ATs at Work: Quinton Sawyer’s Journey to the NBA

Quinton Sawyer

Quinton Sawyer is entering his fifth season as the Associate Head Athletic Trainer with the NBA’s Charlotte Hornets, and a member of the NBATA (National Basketball Athletic Trainers Association).

After graduating from the University of North Carolina in 2004, he spent two summers as an Athletic Trainer in the NFL with the Denver Broncos. With his initial experience being in the NFL, Quinton had never envisioned himself working in the NBA.

He gravitated towards the NBA once he realized how the small-sized team environment allowed him to cultivate meaningful relationships with patients on a personal level. His personal philosophy on healthcare and Athletic Training always placed a tremendous value on this personal connection.

As a graduate student certified Athletic Trainer, Quinton gained experience with both the Tar Heel men’s junior varsity and varsity basketball teams in 2005 and 2006. Then he moved to Southern Louisiana University for the following three years and served as Athletic Trainer for the Lion’s men’s basketball team before moving to the Division I Athletic Department at Campbell University to be the Head Athletic Trainer. 

After spending the next five years overseeing Michigan State University’s men’s basketball team, Quinton joined the Phoenix Suns as an Assistant Athletic Trainer and Sports Science Coordinator, starting his journey in the NBA.

AT Each Moment spoke with Quinton about what a day in the life of an NBA Associate Head Athletic Trainer looked like in addition to the opportunities and challenges he has faced throughout 17 years working with the sport of basketball as an Athletic Trainer

Into the NBA world: How basketball Athletic Trainers “make work work”

In the NBA world, there’s a lot of variety in your days and years whether it is pre-season, regular season, or post-season. Your work activities and schedule changes based on the time of year, the season, and the team’s needs. There are always players training, shooting, working out, or looking for treatment. In the offseason, I get to look at the draft prospects to check them out too. 

At the Charlotte Hornets, when players are in town training during the pre-season we get to the office between 7:00 – 8:00 am. Administrative duties and patient care make a full workload. 

We treat patients and evaluate draft prospects until noon while players work out in the weight room and on the court as the draft evaluation process goes on. Now, we need to incorporate COVID-19 testing into the process and ensure everyone is COVID-19 free.

Once the NBA season starts, our schedules become really simple with only three days of the week: practice day, game day, and travel day.

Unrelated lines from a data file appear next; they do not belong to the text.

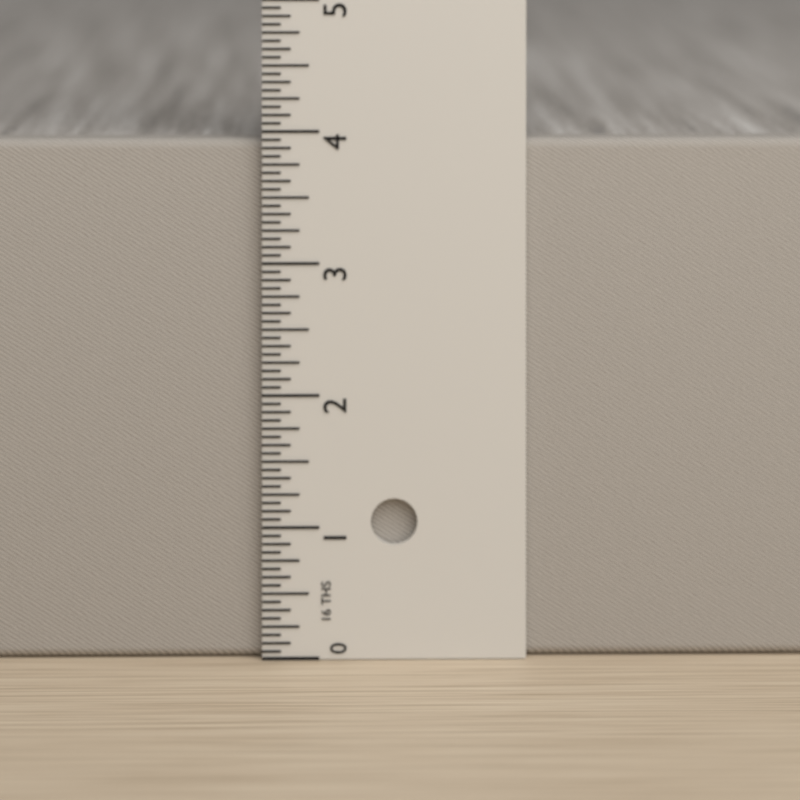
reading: 3.9375 in
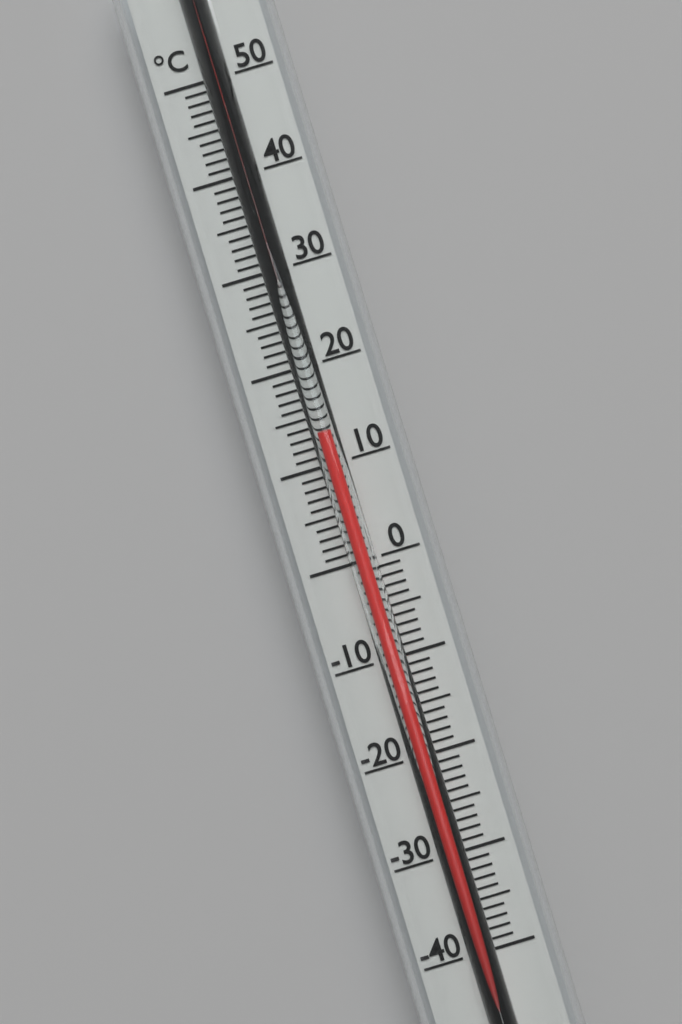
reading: 13 °C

There is no such thing as Monday, Tuesday, Wednesday, Thursday, Friday. 

Photo by Markus Spiskee from Unsplash

Practice days are shorter days at work when we put a premium on spending time with family and loved ones, the people we miss when we are on the road traveling and working for long hours. 

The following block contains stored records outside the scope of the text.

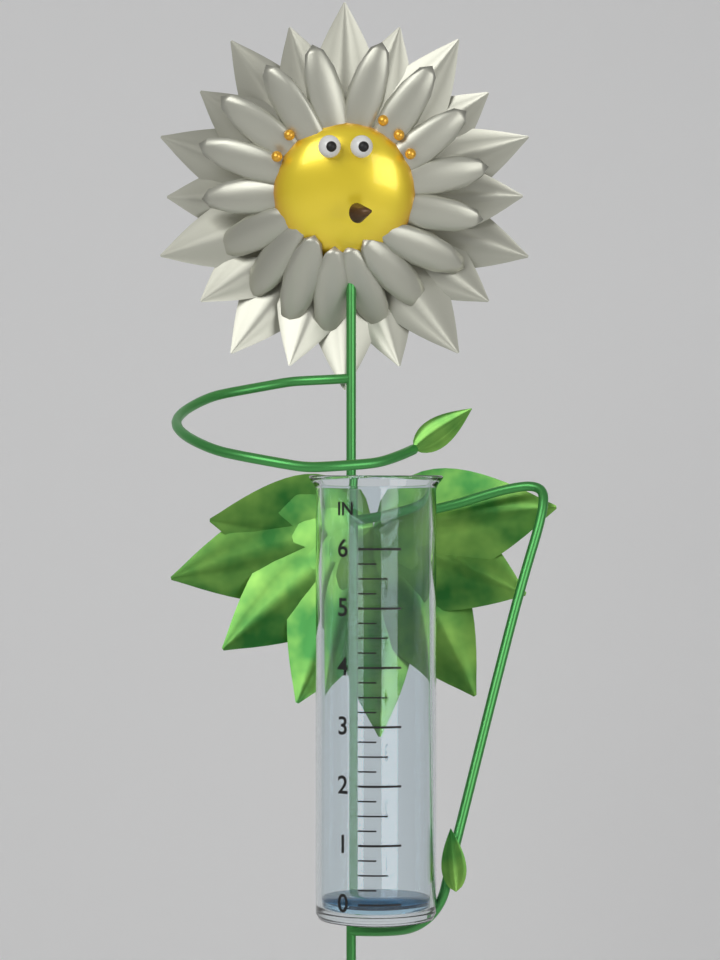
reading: 0.00 in
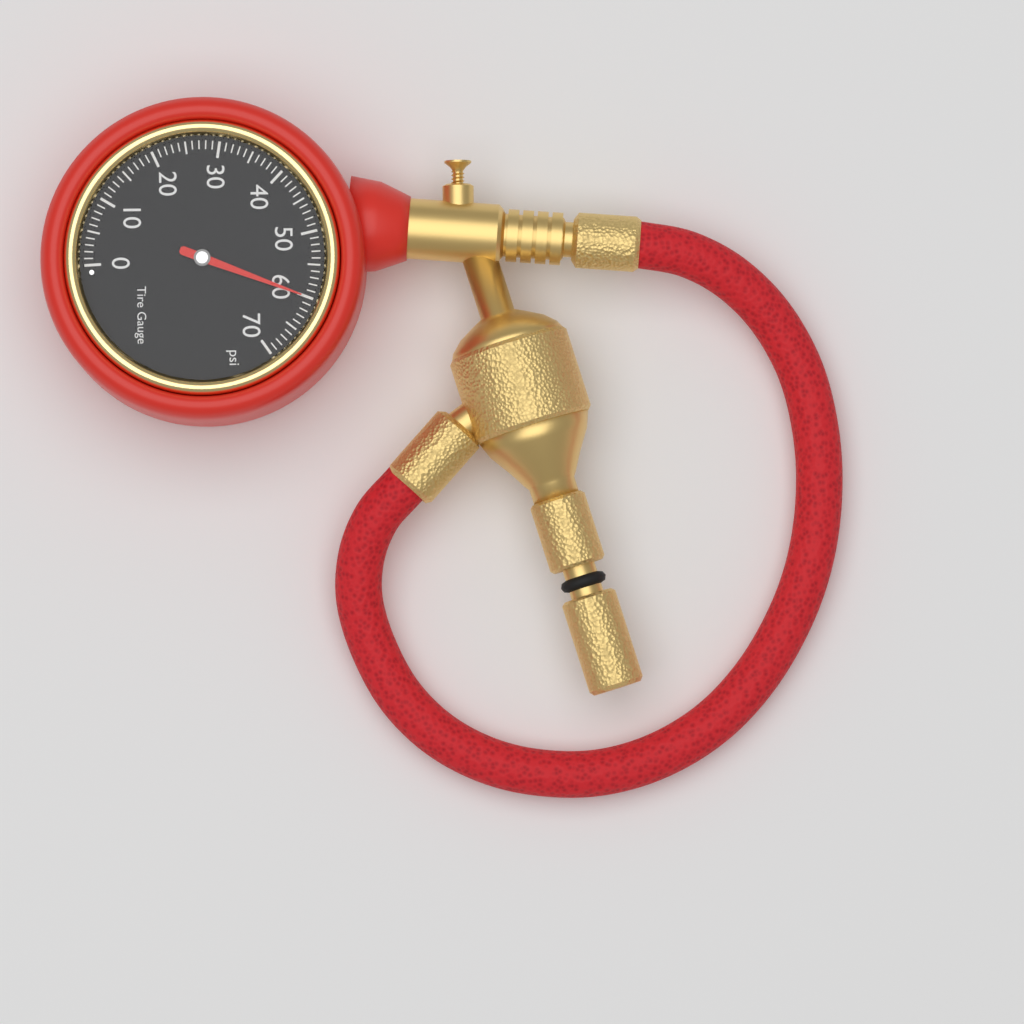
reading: 60 psi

Game days are long days at work when we get to the arena at around 7:00 am for shoot-around and treatments for any injured players.

The best parts of being an Athletic Trainer: the opportunities to build, develop, and cultivate relationships with the patients, players, coaches, peers, and coworkers.

The best parts of being an Athletic Trainer are the opportunities to build, develop, and cultivate relationships with the patients, players, coaches, peers, and coworkers.

There are a number of healthcare professions where you have limited interaction with your patients. A surgeon sees patients three or four times total during the course of that case. Therapists may see a patient three times a week for four weeks until they have been discharged.

Athletic Trainers get the opportunity to be intimately involved in a team atmosphere, seeing patients literally seven days a week for months, or sometimes even years at a time. 

We are really able to develop some meaningful, long-lasting relationships with the patients, with peers, coworkers, coaches, administrators, and other people you are in contact with on a regular basis.

Such opportunities allow skilled and talented Athletic Trainers to make a difference, lead the lives they want to lead while gaining professional, financial, and work-life balance satisfaction as a part of the Athletic Training community.

The challenging part: overcoming perceptions about Athletic Trainers

For decades, there have been hurdles in people’s perception of Athletic Training as a healthcare profession. 

The influx of tremendous talent in the profession and youthful exuberance of young professionals, however, will promisingly move that needle as people come to better understand who Athletic Trainers are and what we can do to provide additional protection and overall wellbeing to the patient populations we serve.

The biggest challenges facing our profession are ensuring bright young Athletic Trainers can continue to find a future within the profession and not have to go outside of the profession to feel they are impacting the patients in a meaningful way. 

We need to continue creating spaces and opportunities for young and talented Athletic Trainers to thrive within our profession.

In closing, what do you wish every Athletic Trainer knew? 

There are a number of opportunities in and out of traditional sports settings for Athletic Trainers to make a tremendous difference, to affect patient populations, and to impact overall healthcare. 

Be prepared for such opportunities as they present themselves. Understand your own work and your own value to the healthcare system at large. Never stop fighting for yourself and for our profession in those spaces where you find yourself as an effort to continue to advance our profession.